On the contrary, I would consider that dealing with you, personally, is a futile endeavour. Fedora remains committed to Free Software, and should you choose to resolve the inherent incompatibilities with the licensing you have chosen in your software, will happily consider including it in Fedora.
However, as you clearly disagree with the assessments of Red Hat's legal team (all of whom are lawyers), as well as the Free Software Foundation's legal team (all of whom are lawyers), I see no further productive outcome in continuing to converse with you, especially as you continue to draw incorrect conclusions while simultaneously making irrelevant points, citing irrelevant documents, and making personal attacks.

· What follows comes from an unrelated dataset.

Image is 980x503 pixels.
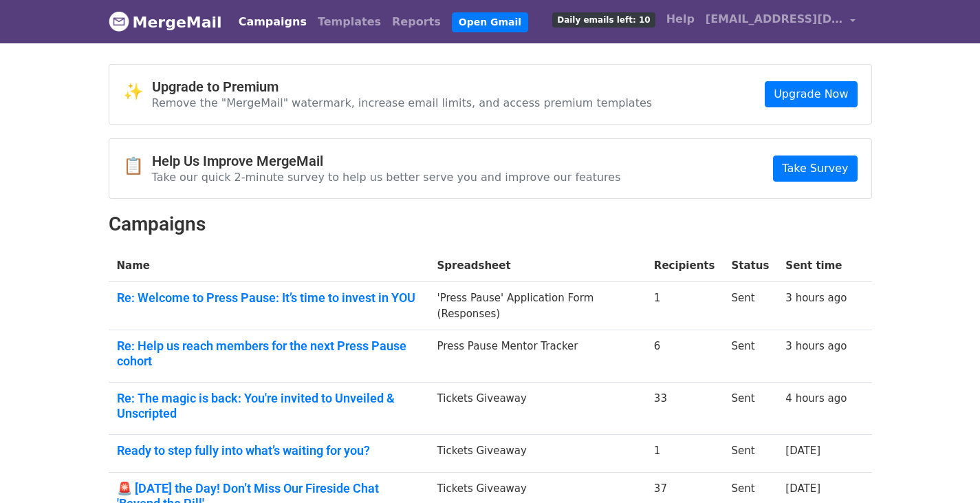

I would in fact go so far as to state that it is you, and your actions, which are "OSS hostile". Accordingly, this will be my last post on this thread, and I recommend that others also refrain from "feeding the troll".
~tom
"Tom "spot" Callaway" tcallawa@redhat.com wrote:
However, as you clearly disagree with the assessments of Red Hat's legal team (all of whom are lawyers), as well as the Free Software Foundation's legal team (all of whom are lawyers), I see no further productive outcome in continuing to converse with you, especially as you continue to draw incorrect conclusions while simultaneously making irrelevant points, citing irrelevant documents, and making personal attacks.
I am disappointed to see that you again confirm that you have no interest in a productive discussion although I tried to start a productive discussion several times (the first time I tried was in March 2009).
It is obvious that you have no arguments to show, as you again did not send any single fact or argument. The fact that you send no arguments verifies that I am right. If you had any valid point, you could of course present your arguments.
What you send instead of useful arguments, is called Fear Uncertainty and Doubt. It is because of your unwillingness, that we cannot have a productive discussion. It is very unlikely that you did ever talk to a lawyer. If you did, you could use legal arguments. What you do is a very poor way of dealing with a OSS author that has been attacked by people who like to harm OSS.
BTW: If you behave this way because you are blackmailed by someone, please send me a private mail. I will see what I can do for you.